SHIPBUILDING

MODERN DAY MARINE NEWS: Marine Corps Aims to Ease the Burden for Amphibious Warships

9/17/2019
By Connie Lee
Amphibious assault ship USS Essex

Photo: Navy

QUANTICO, Va. — As the Navy prepares for a potential change in its composition, the Marine Corps is looking for alternative platforms that will relieve some responsibilities from amphibious assault ships.

The initiative comes at a time when the Navy is reexamining its force structure through an assessment slated to be completed later this year, which may lead to changes in the mix of its current fleet. The most recent shipbuilding plan aims to have 355 battle force ships in the inventory by 2034.

Although the Navy will have "primacy” in the force structure assessment, the Marine Corps will do its part by examining the best ways to use its vessels and landing platforms, said Lt. Gen. Eric Smith, commanding general of the Marine Corps combat development command and the deputy commandant for combat development and integration.

“We're looking for ways to use more numerous, more autonomous ... ships,” he noted Sept. 17 during a keynote speech at the Modern Day Marine exposition in Quantico, Virginia.

Some tasks can only be performed by an amphibious assault ship, he said, but there must be a “smarter way” to conduct operations, such as logistics resupply, without using those types of vessels.

“We're still the amphibious extension of the fleet,” he said. “We’re just looking for alternative platforms to take a load off of those L-class ships.”

Marine Corps Commandant Gen. David Berger’s Planning Guidance document — which was released in August — calls for greater integration with the Navy to counter adversaries’ advances in long-range precision fires. To meet this goal, the two services are working together to create a program objective memorandum that is more closely aligned, Smith said.

“The commandant's planning guidance is the best opportunity we have had for naval integration in a long time,” he noted. “Naval integration is key for the commandant.”

After nearly two decades of counterinsurgency fighting in the Middle East, the Marine Corps is gearing up for great power competition with China and Russia. As the service pursues new capabilities, it must also ensure that it buys equipment that can be easily transported to different locations, Smith said.

“You can't be in a training exercise in Thailand and something happens and [say], 'Oh, adversary, if you could just hold for two weeks, I'm going to go back to Okinawa, [Japan]. I'll pick up my stuff and then I’ll be ready to fight,'” he said. “We have to take it with us, it has to be transportable and light.”

The service must also ensure that it doesn’t provide too much information about its new systems in unclassified settings, he noted. In recent years, the Navy and Marine Corps have been less open in public forums about the capabilities they are working on.

“I'm also not interested in advertising to our adversaries exactly what I'm doing,” Smith said. “I am not interested in sharing with our adversaries exact ranges and weights" or other technical details of weapon systems, he added.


Each line of the entries below that holds "xlabel" is needed, copied in full.

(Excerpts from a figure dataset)

== Segment start ==

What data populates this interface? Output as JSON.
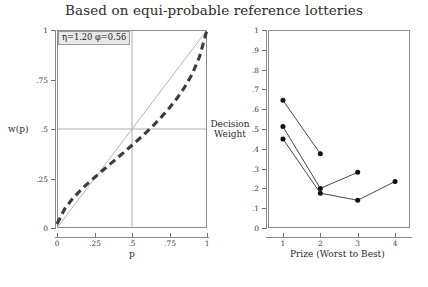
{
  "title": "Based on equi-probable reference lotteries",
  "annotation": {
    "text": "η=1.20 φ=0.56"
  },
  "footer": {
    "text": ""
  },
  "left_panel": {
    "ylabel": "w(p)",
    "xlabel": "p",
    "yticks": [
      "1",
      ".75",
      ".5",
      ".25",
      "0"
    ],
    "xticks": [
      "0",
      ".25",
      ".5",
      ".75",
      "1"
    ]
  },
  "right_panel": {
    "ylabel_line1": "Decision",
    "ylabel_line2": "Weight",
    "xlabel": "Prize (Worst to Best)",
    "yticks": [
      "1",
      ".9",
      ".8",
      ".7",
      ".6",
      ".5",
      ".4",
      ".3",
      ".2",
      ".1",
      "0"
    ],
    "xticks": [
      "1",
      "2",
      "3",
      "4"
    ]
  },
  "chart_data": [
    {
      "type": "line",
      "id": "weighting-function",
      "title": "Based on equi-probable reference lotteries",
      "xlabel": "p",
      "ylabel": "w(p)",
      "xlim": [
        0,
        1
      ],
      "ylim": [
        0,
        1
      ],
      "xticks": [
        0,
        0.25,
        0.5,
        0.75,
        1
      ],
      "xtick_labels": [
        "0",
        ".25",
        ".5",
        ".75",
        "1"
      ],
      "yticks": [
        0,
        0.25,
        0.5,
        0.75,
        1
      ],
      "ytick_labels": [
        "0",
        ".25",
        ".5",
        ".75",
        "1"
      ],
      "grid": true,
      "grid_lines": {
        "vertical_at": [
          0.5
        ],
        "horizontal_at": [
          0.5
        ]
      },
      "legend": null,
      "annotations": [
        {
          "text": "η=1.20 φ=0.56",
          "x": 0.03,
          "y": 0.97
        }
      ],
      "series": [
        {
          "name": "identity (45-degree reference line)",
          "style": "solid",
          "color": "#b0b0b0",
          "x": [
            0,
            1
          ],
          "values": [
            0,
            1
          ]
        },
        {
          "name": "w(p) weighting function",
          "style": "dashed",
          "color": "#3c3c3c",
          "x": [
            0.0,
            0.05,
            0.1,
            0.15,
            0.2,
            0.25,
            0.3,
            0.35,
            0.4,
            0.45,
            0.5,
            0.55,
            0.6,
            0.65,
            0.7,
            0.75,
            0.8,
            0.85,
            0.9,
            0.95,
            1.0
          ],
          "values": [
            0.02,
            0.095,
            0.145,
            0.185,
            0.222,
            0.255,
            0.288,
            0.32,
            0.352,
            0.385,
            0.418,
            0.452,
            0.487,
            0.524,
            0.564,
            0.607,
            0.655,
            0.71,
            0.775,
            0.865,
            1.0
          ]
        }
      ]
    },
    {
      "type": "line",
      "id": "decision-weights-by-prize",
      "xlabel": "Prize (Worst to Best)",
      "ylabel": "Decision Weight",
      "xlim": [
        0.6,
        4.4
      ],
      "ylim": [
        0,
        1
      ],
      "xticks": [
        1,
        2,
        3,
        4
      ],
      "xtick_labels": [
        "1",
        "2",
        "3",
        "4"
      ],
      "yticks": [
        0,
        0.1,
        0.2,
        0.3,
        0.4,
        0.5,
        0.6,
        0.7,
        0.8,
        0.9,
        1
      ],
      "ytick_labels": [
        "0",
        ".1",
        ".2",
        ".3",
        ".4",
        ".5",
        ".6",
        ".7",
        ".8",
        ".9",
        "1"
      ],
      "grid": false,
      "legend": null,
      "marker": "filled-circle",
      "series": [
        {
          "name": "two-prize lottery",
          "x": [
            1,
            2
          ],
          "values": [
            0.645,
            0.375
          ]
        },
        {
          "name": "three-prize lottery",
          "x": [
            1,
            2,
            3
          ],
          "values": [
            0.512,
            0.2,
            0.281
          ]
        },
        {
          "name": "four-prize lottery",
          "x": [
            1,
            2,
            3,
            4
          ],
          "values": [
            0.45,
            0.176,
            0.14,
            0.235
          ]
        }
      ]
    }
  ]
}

== Segment end ==
== Segment start ==

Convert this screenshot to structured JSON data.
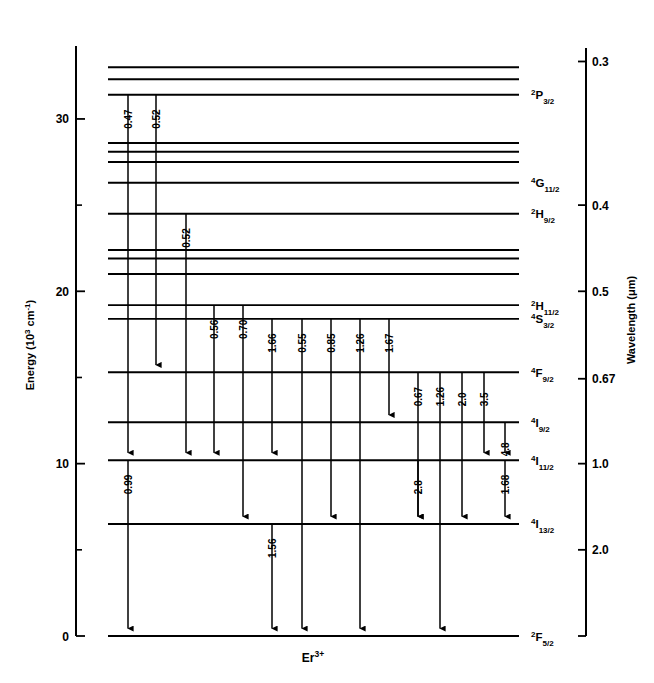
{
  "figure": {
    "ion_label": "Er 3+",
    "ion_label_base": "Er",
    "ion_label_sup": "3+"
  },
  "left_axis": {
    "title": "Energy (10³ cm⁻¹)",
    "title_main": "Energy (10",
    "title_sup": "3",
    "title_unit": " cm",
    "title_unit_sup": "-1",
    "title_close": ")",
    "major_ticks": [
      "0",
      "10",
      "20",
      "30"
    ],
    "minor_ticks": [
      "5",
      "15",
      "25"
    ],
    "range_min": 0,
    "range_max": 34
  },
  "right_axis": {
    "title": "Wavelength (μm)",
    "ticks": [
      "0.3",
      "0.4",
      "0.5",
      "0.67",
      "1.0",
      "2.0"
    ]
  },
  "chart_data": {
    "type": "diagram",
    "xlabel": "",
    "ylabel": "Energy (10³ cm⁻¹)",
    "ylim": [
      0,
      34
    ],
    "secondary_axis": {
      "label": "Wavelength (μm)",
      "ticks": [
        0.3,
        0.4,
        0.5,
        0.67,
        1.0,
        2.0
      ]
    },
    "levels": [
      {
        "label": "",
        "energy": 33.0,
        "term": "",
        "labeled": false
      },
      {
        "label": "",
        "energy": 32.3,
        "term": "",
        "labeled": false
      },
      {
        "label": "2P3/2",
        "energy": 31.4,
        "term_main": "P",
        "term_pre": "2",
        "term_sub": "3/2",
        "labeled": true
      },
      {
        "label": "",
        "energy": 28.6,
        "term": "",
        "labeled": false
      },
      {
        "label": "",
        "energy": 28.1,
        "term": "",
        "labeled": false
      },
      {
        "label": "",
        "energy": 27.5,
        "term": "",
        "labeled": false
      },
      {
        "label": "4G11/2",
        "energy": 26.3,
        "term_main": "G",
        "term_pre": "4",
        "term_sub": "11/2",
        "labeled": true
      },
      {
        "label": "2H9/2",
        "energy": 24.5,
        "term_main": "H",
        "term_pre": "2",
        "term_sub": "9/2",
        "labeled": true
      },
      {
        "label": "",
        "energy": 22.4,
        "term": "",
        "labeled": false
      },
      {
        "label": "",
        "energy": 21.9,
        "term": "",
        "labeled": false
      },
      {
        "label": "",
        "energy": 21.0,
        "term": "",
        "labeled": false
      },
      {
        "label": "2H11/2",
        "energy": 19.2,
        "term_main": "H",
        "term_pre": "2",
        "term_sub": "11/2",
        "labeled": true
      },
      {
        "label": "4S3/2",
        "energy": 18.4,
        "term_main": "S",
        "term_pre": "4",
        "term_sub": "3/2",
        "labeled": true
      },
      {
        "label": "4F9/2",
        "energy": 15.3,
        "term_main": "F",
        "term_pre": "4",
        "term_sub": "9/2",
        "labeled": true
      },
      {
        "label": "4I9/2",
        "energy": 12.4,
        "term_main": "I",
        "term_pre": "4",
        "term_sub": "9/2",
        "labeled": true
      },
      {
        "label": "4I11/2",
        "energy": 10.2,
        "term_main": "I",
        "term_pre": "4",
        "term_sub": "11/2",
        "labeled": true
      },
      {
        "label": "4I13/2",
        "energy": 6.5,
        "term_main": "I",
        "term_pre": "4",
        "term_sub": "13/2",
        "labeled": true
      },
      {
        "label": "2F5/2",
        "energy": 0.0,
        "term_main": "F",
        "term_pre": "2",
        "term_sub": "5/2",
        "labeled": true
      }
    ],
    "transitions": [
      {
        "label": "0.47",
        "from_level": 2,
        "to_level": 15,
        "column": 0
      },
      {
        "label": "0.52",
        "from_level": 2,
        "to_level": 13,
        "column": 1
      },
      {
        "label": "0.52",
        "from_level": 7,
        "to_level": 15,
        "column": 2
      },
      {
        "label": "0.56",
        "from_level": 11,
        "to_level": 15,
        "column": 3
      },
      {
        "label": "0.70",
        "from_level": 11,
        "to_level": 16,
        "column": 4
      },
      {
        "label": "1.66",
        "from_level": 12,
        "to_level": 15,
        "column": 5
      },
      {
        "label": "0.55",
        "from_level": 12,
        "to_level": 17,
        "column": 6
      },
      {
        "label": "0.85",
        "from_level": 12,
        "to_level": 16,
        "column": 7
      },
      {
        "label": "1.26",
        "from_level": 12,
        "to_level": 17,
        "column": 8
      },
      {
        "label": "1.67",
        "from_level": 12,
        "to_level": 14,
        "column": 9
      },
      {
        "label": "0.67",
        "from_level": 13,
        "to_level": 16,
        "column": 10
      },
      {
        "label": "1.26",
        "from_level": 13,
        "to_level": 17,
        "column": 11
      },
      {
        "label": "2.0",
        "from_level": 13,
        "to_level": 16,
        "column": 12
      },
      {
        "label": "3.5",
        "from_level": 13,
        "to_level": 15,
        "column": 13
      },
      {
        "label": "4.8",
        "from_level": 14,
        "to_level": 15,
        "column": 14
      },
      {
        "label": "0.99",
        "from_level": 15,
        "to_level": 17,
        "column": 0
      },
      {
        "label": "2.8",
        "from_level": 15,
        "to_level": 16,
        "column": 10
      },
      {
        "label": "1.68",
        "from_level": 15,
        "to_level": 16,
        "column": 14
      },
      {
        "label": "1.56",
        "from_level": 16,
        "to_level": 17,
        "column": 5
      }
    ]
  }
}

== Segment end ==

TASK RESULT:
    "xlabel": "p",
    "xlabel": "Prize (Worst to Best)",
      "xlabel": "p",
      "xlabel": "Prize (Worst to Best)",
    "xlabel": "",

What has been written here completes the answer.